The Kalman-Levy filter

Abstract

The Kalman filter combines forecasts and new observations to obtain an estimation which is optimal in the sense of a minimum average quadratic error. The Kalman filter has two main restrictions: (i) the dynamical system is assumed linear and (ii) forecasting errors and observational noises are taken Gaussian. Here, we offer an important generalization to the case where errors and noises have heavy tail distributions such as power laws and L\'evy laws. The main tool needed to solve this ``Kalman-L\'evy'' filter is the ``tail-covariance'' matrix which generalizes the covariance matrix in the case where it is mathematically ill-defined (i.e. for power law tail exponents μ ≤ 2). We present the general solution and discuss its properties on pedagogical examples. The standard Kalman-Gaussian filter is recovered for the case μ = 2. The optimal Kalman-L\'evy filter is found to deviate substantially fro the standard Kalman-Gaussian filter as μ deviates from 2. As μ decreases, novel observations are assimilated with less and less weight as a small exponent μ implies large errors with significant probabilities. In terms of implementation, the price-to-pay associated with the presence of heavy tail noise distributions is that the standard linear formalism valid for the Gaussian case is transformed into a nonlinear matrice equation for the Kalman-L\'evy filter. Direct numerical experiments in the univariate case confirms our theoretical predictions.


WHAT YOU SHOULD DO: Go through the listing below and output it word for word.

GIVEN RECORDS:
|---|

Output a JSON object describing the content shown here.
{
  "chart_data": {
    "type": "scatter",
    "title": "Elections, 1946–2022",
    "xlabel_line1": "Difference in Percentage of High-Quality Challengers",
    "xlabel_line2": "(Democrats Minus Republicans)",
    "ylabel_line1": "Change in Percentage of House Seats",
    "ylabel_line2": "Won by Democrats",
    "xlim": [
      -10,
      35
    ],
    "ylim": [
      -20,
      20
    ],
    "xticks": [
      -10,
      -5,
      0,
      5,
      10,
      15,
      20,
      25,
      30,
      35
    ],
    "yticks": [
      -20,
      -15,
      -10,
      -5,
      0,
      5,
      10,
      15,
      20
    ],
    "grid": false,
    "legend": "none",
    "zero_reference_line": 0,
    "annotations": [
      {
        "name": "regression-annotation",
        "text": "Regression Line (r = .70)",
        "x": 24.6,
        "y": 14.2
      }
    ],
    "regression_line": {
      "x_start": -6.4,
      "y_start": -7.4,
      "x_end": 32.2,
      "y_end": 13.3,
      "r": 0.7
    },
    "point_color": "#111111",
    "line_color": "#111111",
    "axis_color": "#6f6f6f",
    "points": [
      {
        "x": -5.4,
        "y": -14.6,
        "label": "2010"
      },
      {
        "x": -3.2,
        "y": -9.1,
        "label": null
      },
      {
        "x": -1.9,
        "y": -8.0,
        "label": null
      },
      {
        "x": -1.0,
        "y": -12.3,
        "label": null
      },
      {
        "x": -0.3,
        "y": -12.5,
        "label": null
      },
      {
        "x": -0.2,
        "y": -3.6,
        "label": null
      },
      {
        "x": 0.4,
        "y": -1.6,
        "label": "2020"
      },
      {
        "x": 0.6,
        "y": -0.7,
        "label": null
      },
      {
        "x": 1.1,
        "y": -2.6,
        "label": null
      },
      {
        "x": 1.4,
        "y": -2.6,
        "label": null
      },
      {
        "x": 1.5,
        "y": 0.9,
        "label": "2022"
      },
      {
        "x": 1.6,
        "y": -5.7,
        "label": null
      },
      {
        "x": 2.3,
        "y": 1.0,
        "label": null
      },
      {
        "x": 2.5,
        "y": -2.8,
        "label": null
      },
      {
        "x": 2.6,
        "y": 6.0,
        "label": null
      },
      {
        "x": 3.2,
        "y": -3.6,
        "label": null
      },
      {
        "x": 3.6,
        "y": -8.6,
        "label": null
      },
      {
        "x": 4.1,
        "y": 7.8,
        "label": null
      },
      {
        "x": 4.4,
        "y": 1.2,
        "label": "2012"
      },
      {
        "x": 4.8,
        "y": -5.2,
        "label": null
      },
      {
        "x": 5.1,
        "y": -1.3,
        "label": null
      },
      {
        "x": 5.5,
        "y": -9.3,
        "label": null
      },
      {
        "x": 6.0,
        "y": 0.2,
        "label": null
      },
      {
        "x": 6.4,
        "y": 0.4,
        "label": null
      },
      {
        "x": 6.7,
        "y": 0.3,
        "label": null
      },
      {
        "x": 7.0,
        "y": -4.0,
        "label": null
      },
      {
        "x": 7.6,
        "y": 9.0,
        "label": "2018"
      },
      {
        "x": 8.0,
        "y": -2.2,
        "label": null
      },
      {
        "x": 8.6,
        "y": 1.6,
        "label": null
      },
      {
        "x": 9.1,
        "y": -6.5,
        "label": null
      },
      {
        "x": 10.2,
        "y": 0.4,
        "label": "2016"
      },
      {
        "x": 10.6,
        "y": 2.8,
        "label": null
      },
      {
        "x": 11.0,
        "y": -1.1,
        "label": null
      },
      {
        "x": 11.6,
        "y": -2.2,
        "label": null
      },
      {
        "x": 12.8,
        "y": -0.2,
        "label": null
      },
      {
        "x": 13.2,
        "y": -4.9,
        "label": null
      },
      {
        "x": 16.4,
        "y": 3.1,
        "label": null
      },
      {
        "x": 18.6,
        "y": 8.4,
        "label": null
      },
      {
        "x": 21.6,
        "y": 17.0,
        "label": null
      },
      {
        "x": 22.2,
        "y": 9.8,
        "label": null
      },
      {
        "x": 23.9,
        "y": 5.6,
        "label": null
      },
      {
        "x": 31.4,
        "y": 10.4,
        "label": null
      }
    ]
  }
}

|---|

ANSWER TO THE EXERCISE:
Output a JSON object describing the content shown here.
{
  "chart_data": {
    "type": "scatter",
    "title": "Elections, 1946–2022",
    "xlabel_line1": "Difference in Percentage of High-Quality Challengers",
    "xlabel_line2": "(Democrats Minus Republicans)",
    "ylabel_line1": "Change in Percentage of House Seats",
    "ylabel_line2": "Won by Democrats",
    "xlim": [
      -10,
      35
    ],
    "ylim": [
      -20,
      20
    ],
    "xticks": [
      -10,
      -5,
      0,
      5,
      10,
      15,
      20,
      25,
      30,
      35
    ],
    "yticks": [
      -20,
      -15,
      -10,
      -5,
      0,
      5,
      10,
      15,
      20
    ],
    "grid": false,
    "legend": "none",
    "zero_reference_line": 0,
    "annotations": [
      {
        "name": "regression-annotation",
        "text": "Regression Line (r = .70)",
        "x": 24.6,
        "y": 14.2
      }
    ],
    "regression_line": {
      "x_start": -6.4,
      "y_start": -7.4,
      "x_end": 32.2,
      "y_end": 13.3,
      "r": 0.7
    },
    "point_color": "#111111",
    "line_color": "#111111",
    "axis_color": "#6f6f6f",
    "points": [
      {
        "x": -5.4,
        "y": -14.6,
        "label": "2010"
      },
      {
        "x": -3.2,
        "y": -9.1,
        "label": null
      },
      {
        "x": -1.9,
        "y": -8.0,
        "label": null
      },
      {
        "x": -1.0,
        "y": -12.3,
        "label": null
      },
      {
        "x": -0.3,
        "y": -12.5,
        "label": null
      },
      {
        "x": -0.2,
        "y": -3.6,
        "label": null
      },
      {
        "x": 0.4,
        "y": -1.6,
        "label": "2020"
      },
      {
        "x": 0.6,
        "y": -0.7,
        "label": null
      },
      {
        "x": 1.1,
        "y": -2.6,
        "label": null
      },
      {
        "x": 1.4,
        "y": -2.6,
        "label": null
      },
      {
        "x": 1.5,
        "y": 0.9,
        "label": "2022"
      },
      {
        "x": 1.6,
        "y": -5.7,
        "label": null
      },
      {
        "x": 2.3,
        "y": 1.0,
        "label": null
      },
      {
        "x": 2.5,
        "y": -2.8,
        "label": null
      },
      {
        "x": 2.6,
        "y": 6.0,
        "label": null
      },
      {
        "x": 3.2,
        "y": -3.6,
        "label": null
      },
      {
        "x": 3.6,
        "y": -8.6,
        "label": null
      },
      {
        "x": 4.1,
        "y": 7.8,
        "label": null
      },
      {
        "x": 4.4,
        "y": 1.2,
        "label": "2012"
      },
      {
        "x": 4.8,
        "y": -5.2,
        "label": null
      },
      {
        "x": 5.1,
        "y": -1.3,
        "label": null
      },
      {
        "x": 5.5,
        "y": -9.3,
        "label": null
      },
      {
        "x": 6.0,
        "y": 0.2,
        "label": null
      },
      {
        "x": 6.4,
        "y": 0.4,
        "label": null
      },
      {
        "x": 6.7,
        "y": 0.3,
        "label": null
      },
      {
        "x": 7.0,
        "y": -4.0,
        "label": null
      },
      {
        "x": 7.6,
        "y": 9.0,
        "label": "2018"
      },
      {
        "x": 8.0,
        "y": -2.2,
        "label": null
      },
      {
        "x": 8.6,
        "y": 1.6,
        "label": null
      },
      {
        "x": 9.1,
        "y": -6.5,
        "label": null
      },
      {
        "x": 10.2,
        "y": 0.4,
        "label": "2016"
      },
      {
        "x": 10.6,
        "y": 2.8,
        "label": null
      },
      {
        "x": 11.0,
        "y": -1.1,
        "label": null
      },
      {
        "x": 11.6,
        "y": -2.2,
        "label": null
      },
      {
        "x": 12.8,
        "y": -0.2,
        "label": null
      },
      {
        "x": 13.2,
        "y": -4.9,
        "label": null
      },
      {
        "x": 16.4,
        "y": 3.1,
        "label": null
      },
      {
        "x": 18.6,
        "y": 8.4,
        "label": null
      },
      {
        "x": 21.6,
        "y": 17.0,
        "label": null
      },
      {
        "x": 22.2,
        "y": 9.8,
        "label": null
      },
      {
        "x": 23.9,
        "y": 5.6,
        "label": null
      },
      {
        "x": 31.4,
        "y": 10.4,
        "label": null
      }
    ]
  }
}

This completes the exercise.